Hear the one about the unemployed middle-aged guy who tripped and fell into the new economy?
If you made a movie about a laid-off, sad-sack, fiftysomething guy who is given one big chance to start his career over, the opening scene might begin like this: a Monday morning in April, sunny and cool, with a brisk wind blowing off the Charles River in Cambridge, Mass. The man—gray hair, unstylishly cut; horn-rimmed glasses; button-down shirt—pulls his Subaru Outback into a parking garage and, palms a little sweaty, grabs his sensible laptop backpack and heads to the front door of a gleaming, renovated historic redbrick building. It is April 15, 2013, and that man is me. I’m heading for my first day of work at HubSpot, the first job I’ve ever had that wasn’t in a newsroom.
HubSpot’s offices occupy several floors of a 19th-century furniture factory that has been transformed into the cliché of what the home of a tech startup should look like: exposed beams, frosted glass, a big atrium, modern art hanging in the lobby. Riding the elevator to the third floor, I feel both nerves and adrenaline. Part of me still can’t believe that I’ve pulled this off. Nine months ago I was unceremoniously dumped from my job at Newsweek magazine in New York. I was terrified that I might never work again. Now I’m about to become a marketing guy at one of the hottest tech startups on the East Coast—a software company that has created an “inbound marketing” platform, which helps companies pull customers in (through blogs, social publishing, and other content), in contrast to outbound marketing (traditional advertising). There is one slight problem: I know nothing about marketing. This didn’t seem like such a big deal when I was going through the interviews and talking these people into hiring me. Now I’m not so sure.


# EXERCISE
Return the full listing character for character, without its pictures.

# EXERCISE INPUT
-- -- --

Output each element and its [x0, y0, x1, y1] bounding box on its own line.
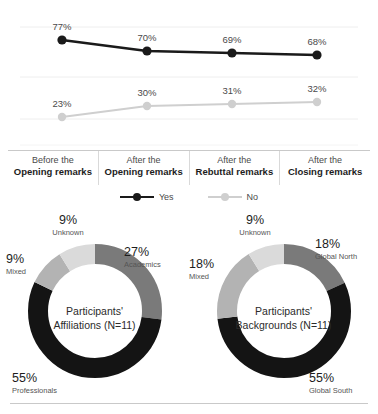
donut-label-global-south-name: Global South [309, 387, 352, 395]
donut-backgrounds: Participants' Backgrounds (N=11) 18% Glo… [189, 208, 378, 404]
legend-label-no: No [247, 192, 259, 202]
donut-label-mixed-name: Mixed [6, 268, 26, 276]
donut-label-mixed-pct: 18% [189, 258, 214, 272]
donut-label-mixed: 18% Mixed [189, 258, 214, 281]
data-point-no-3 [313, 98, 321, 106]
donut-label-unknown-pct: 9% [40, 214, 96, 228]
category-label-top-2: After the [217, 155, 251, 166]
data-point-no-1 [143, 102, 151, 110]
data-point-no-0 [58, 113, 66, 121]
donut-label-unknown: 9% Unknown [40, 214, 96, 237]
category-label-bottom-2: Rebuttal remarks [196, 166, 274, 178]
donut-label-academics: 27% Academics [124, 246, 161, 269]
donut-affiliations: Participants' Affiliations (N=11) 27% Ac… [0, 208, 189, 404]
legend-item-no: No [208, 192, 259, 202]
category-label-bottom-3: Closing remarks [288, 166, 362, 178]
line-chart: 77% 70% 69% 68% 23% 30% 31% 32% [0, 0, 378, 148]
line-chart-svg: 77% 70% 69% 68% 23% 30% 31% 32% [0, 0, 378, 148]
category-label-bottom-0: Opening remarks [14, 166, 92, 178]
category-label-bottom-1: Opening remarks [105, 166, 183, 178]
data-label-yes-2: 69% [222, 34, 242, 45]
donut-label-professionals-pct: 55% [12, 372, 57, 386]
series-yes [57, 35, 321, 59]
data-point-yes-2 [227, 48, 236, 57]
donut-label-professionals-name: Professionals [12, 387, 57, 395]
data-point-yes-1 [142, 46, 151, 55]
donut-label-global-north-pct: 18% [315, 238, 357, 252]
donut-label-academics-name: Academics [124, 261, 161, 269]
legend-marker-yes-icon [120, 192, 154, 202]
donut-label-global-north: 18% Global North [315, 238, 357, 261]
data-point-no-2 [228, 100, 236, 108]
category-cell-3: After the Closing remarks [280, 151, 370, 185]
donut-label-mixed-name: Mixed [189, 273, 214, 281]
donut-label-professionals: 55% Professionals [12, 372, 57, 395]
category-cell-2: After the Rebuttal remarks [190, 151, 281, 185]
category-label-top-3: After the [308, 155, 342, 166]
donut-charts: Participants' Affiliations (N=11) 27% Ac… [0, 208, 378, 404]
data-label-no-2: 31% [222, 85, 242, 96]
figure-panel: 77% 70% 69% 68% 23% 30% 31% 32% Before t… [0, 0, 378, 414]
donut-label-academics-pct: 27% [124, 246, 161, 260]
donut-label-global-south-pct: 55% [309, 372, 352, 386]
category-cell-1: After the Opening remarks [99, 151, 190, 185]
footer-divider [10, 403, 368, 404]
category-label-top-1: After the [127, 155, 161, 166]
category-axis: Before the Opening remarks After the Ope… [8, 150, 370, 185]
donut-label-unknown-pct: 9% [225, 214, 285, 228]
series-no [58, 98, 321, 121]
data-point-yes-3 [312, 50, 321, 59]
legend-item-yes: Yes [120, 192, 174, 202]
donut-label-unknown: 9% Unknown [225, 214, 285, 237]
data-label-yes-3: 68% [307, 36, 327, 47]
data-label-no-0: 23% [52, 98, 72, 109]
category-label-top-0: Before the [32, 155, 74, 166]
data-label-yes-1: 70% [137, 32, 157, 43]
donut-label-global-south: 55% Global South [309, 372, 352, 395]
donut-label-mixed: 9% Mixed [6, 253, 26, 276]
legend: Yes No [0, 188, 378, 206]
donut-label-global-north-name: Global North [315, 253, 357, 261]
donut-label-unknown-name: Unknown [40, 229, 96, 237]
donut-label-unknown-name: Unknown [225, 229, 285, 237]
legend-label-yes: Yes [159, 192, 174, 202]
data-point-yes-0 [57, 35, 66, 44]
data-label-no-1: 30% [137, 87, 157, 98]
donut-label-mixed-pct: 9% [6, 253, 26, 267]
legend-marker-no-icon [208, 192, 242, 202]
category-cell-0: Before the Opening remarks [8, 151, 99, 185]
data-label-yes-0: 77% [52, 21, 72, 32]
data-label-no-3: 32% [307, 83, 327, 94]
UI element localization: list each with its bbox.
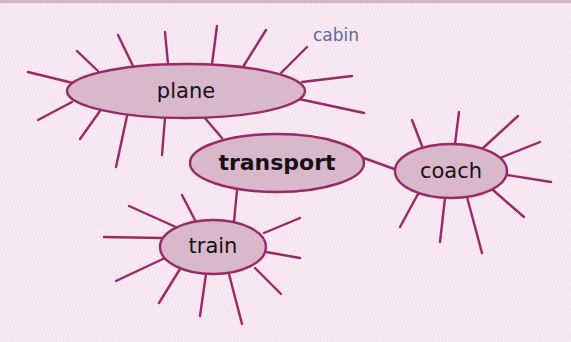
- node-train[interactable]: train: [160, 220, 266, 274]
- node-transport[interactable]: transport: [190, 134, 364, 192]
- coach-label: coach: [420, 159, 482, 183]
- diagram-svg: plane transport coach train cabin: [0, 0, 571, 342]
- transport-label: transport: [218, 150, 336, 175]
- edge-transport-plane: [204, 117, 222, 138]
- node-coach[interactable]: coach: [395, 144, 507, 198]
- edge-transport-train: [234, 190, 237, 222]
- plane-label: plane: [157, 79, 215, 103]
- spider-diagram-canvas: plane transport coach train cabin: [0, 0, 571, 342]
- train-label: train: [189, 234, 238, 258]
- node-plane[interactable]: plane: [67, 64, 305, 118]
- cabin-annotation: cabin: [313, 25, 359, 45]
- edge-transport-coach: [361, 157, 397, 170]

-- -- --

# WRITTEN SOLUTION
Output each element and its [x0, y0, x1, y1] bounding box on its own line.
donut-label-global-south-name: Global South [309, 387, 352, 395]
donut-backgrounds: Participants' Backgrounds (N=11) 18% Glo… [189, 208, 378, 404]
legend-label-no: No [247, 192, 259, 202]
donut-label-mixed-name: Mixed [6, 268, 26, 276]
donut-label-mixed-pct: 18% [189, 258, 214, 272]
donut-label-mixed: 18% Mixed [189, 258, 214, 281]
data-point-no-3 [313, 98, 321, 106]
donut-label-unknown-pct: 9% [40, 214, 96, 228]
category-label-top-2: After the [217, 155, 251, 166]
data-point-no-1 [143, 102, 151, 110]
data-point-no-0 [58, 113, 66, 121]
donut-label-unknown: 9% Unknown [40, 214, 96, 237]
category-label-bottom-2: Rebuttal remarks [196, 166, 274, 178]
donut-label-academics: 27% Academics [124, 246, 161, 269]
donut-affiliations: Participants' Affiliations (N=11) 27% Ac… [0, 208, 189, 404]
legend-item-no: No [208, 192, 259, 202]
category-label-bottom-3: Closing remarks [288, 166, 362, 178]
line-chart: 77% 70% 69% 68% 23% 30% 31% 32% [0, 0, 378, 148]
line-chart-svg: 77% 70% 69% 68% 23% 30% 31% 32% [0, 0, 378, 148]
category-label-bottom-0: Opening remarks [14, 166, 92, 178]
category-label-bottom-1: Opening remarks [105, 166, 183, 178]
data-label-yes-2: 69% [222, 34, 242, 45]
donut-label-professionals-pct: 55% [12, 372, 57, 386]
series-yes [57, 35, 321, 59]
data-point-yes-2 [227, 48, 236, 57]
donut-label-professionals-name: Professionals [12, 387, 57, 395]
data-point-yes-1 [142, 46, 151, 55]
donut-label-global-north-pct: 18% [315, 238, 357, 252]
donut-label-academics-name: Academics [124, 261, 161, 269]
legend-marker-yes-icon [120, 192, 154, 202]
donut-label-global-north: 18% Global North [315, 238, 357, 261]
data-point-no-2 [228, 100, 236, 108]
category-cell-3: After the Closing remarks [280, 151, 370, 185]
donut-label-mixed-name: Mixed [189, 273, 214, 281]
donut-label-professionals: 55% Professionals [12, 372, 57, 395]
category-cell-2: After the Rebuttal remarks [190, 151, 281, 185]
category-label-top-3: After the [308, 155, 342, 166]
donut-charts: Participants' Affiliations (N=11) 27% Ac… [0, 208, 378, 404]
data-label-no-2: 31% [222, 85, 242, 96]
figure-panel: 77% 70% 69% 68% 23% 30% 31% 32% Before t… [0, 0, 378, 414]
donut-label-academics-pct: 27% [124, 246, 161, 260]
donut-label-global-south-pct: 55% [309, 372, 352, 386]
category-cell-1: After the Opening remarks [99, 151, 190, 185]
footer-divider [10, 403, 368, 404]
category-label-top-1: After the [127, 155, 161, 166]
category-axis: Before the Opening remarks After the Ope… [8, 150, 370, 185]
donut-label-unknown-pct: 9% [225, 214, 285, 228]
series-no [58, 98, 321, 121]
data-point-yes-3 [312, 50, 321, 59]
legend-item-yes: Yes [120, 192, 174, 202]
donut-label-unknown: 9% Unknown [225, 214, 285, 237]
data-label-yes-3: 68% [307, 36, 327, 47]
data-label-no-0: 23% [52, 98, 72, 109]
category-label-top-0: Before the [32, 155, 74, 166]
data-label-yes-1: 70% [137, 32, 157, 43]
donut-label-global-south: 55% Global South [309, 372, 352, 395]
donut-label-mixed: 9% Mixed [6, 253, 26, 276]
legend: Yes No [0, 188, 378, 206]
donut-label-global-north-name: Global North [315, 253, 357, 261]
donut-label-unknown-name: Unknown [40, 229, 96, 237]
donut-label-unknown-name: Unknown [225, 229, 285, 237]
legend-label-yes: Yes [159, 192, 174, 202]
data-point-yes-0 [57, 35, 66, 44]
data-label-no-1: 30% [137, 87, 157, 98]
donut-label-mixed-pct: 9% [6, 253, 26, 267]
legend-marker-no-icon [208, 192, 242, 202]
category-cell-0: Before the Opening remarks [8, 151, 99, 185]
data-label-yes-0: 77% [52, 21, 72, 32]
data-label-no-3: 32% [307, 83, 327, 94]
UI element localization: list each with its bbox.
- node-train[interactable]: train: [160, 220, 266, 274]
- node-transport[interactable]: transport: [190, 134, 364, 192]
- coach-label: coach: [420, 159, 482, 183]
- diagram-svg: plane transport coach train cabin: [0, 0, 571, 342]
- transport-label: transport: [218, 150, 336, 175]
- edge-transport-plane: [204, 117, 222, 138]
- node-coach[interactable]: coach: [395, 144, 507, 198]
- edge-transport-train: [234, 190, 237, 222]
- plane-label: plane: [157, 79, 215, 103]
- spider-diagram-canvas: plane transport coach train cabin: [0, 0, 571, 342]
- train-label: train: [189, 234, 238, 258]
- node-plane[interactable]: plane: [67, 64, 305, 118]
- cabin-annotation: cabin: [313, 25, 359, 45]
- edge-transport-coach: [361, 157, 397, 170]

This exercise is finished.